Today I will be driving, and the day will look like a button on summer’s ironed shirt. I will have the windows down and I will be sweating, and no sounds will reach my ears. It will be the regular drive, the drive that continues on like a ribbon wound around a spool. I’ll make a stop at a stop sign and wait to take a left turn. I’ll watch the kids cross in front of my car with their lunch bags and untied shoes, and I will think about the midway of a carnival somewhere.
It’s a carnival all right and you’re throwing baseballs at bowling pins. You’re good, too -- I’m surprised. You’ve got that pitcher’s arm. I’ve got popcorn stuck in my teeth and I’m watching your calves contract. You turn back to me, holding your stance, and I look up and you say nothing but the look you offer is a bucket full of water. You’re cursing me for doing what I’ve done with your calves but you’re too determined to move your feet to get close enough for physical abuse. You turn and you throw another ball and your earrings shake on the long lobes of your ears.
I can watch the bowling pins topple and I can smell the cotton candy and there you are in the middle of an empty parking lot in the winter cold with a full beer under your coat and a short skirt, and it’s after midnight. Your legs are cold and so are my hands -- when I touch you there’s an exact exchange of nothing under the lights. As you lower it into the back seat of the car you look at me, and the look is the kind that lets me know ten dollars and a bit of precision are worth a stuffed dinosaur.
Then I’m pulling up your hood and I kiss you just as a streetlight goes out and the wind blows in like a stroke of soft lessons. The lane is a glass blower’s dream of dew and fog. I can tell what you are thinking but I don’t say, and when the mustached carnival man closes the gate of our Ferris wheel cart you’re a little nervous, so you give me your mittens and tell me to warm my hands for a while. Now the streetlight goes out again and you’re smiling through a fading sunbeam as you submerge your toes in cool water. You’re sweating and I’m sweating but we still decide to move our bodies closer together along the edge of the dock.
“You’ve never tried cotton candy?”
There’s the broken pieces of the plate making specks of shadow on the floor -- you’ve done it now and that’s the expression you give to me; it’s a child’s expression that says I’ve done it this time, and you’ve got some cotton candy in your hair, in the front, and I’m there pulling it out as you point off into the distance from the top of the rotation. We listen to the bustle of people and you tell me how you never thought a place could be so silent -- the canoe rocking in the lake-water beside us. I notice the bead of sweat on your cheek from throwing so many baseballs. You tell me to carry you home, or at least to the edge of the parking lot, because this walk has been so long and cold in a short skirt and small shoes.
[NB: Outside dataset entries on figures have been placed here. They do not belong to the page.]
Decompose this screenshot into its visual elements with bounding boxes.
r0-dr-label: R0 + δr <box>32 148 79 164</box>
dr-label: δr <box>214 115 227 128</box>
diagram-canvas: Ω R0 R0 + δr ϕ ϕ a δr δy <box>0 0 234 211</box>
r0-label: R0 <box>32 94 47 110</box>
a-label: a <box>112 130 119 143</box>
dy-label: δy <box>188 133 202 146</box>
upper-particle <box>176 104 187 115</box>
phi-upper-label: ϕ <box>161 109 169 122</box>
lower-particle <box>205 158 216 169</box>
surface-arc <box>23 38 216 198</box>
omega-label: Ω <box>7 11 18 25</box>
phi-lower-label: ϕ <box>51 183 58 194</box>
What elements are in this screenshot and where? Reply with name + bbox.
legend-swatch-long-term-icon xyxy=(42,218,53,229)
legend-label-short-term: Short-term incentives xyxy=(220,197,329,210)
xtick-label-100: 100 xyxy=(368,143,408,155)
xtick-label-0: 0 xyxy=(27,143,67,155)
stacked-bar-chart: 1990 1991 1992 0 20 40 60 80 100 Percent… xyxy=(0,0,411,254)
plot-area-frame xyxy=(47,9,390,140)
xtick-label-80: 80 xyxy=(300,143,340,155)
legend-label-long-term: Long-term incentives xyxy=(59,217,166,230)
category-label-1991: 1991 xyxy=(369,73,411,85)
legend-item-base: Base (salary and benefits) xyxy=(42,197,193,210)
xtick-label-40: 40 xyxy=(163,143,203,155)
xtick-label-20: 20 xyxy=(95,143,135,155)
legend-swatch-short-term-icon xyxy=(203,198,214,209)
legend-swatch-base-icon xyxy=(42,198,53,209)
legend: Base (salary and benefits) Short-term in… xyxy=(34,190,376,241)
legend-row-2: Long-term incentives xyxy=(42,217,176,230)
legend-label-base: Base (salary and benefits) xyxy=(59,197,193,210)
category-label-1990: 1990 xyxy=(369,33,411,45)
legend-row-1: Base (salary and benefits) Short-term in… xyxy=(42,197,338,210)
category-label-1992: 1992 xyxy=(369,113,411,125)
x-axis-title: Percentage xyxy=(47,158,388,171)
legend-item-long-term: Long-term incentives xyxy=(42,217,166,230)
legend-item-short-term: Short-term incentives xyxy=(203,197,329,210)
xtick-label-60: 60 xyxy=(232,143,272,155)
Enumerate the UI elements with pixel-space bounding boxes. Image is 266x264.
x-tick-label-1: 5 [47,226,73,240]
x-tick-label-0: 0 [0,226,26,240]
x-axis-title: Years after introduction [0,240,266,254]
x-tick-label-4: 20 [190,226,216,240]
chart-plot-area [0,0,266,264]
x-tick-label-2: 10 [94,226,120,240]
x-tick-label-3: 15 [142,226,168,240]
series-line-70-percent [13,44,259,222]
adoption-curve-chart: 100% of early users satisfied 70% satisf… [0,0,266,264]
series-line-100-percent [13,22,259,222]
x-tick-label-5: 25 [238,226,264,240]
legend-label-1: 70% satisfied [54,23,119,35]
Then of course we see the fog over the grass made by a mixture of heat and dew and extinguished streetlights -- it’s a new darkness where we kiss and you say words that aren’t words, and we’re having breakfast in a café in Quebec City and you’re thinking along the edges of your skull while you put the extra bits of jam around the crust. I’m wondering then if you’ll have the guts to push me in the lake and if that will mean a collision or entanglement for years to come -- I will drag you in of course, down to the grass beneath the fog and you’re on top of me, and we’re fucking in the back seat of the car beside a stuffed dinosaur, green and stuffed, and you’re tall like ravine grass and I can feel the stubble on your legs when I drag you into the water with your dress still on.
You sip from the beer and you sing the one about the tree museum and we walk the parking lot to my house and when we finally arrive and check in the concierge only speaks in French and so to kill the time I feel the muscles in your right arm and make the simple jokes. You’re laughing even though I’ve ruined your dress and drowned your sinuses and that is the moment -- the first moment with the force of your arms, the push from your hands and wrists and your whole body sending me down into the lake. I turn the corner and enter the kitchen and there you are and there’s the plate, sliding like a sheet of ice from your hands, then bouncing and breaking apart against the force of the linoleum with a sound that doesn’t sound quite right.
Then I’ll make the left. I’ll keep driving. I keep driving now because there is always another stop sign somewhere in the world and because I can’t find the way home.
If I knew the way back to my house -- back through the garden and over the kinds of fences built for rabbits -- I’d take the key from under the mat and throw it into the expanse of the yard. It would be a sacrificial throw in which every heaving muscle works at once, and it would be a throw to help me again recall your body -- standing in a pitcher’s stance at the carnival midway. I would sit for a moment, and with deflated eyes I would reconsider the ball in your hand and how it flew, ironically now, like an asteroid that once struck the Earth.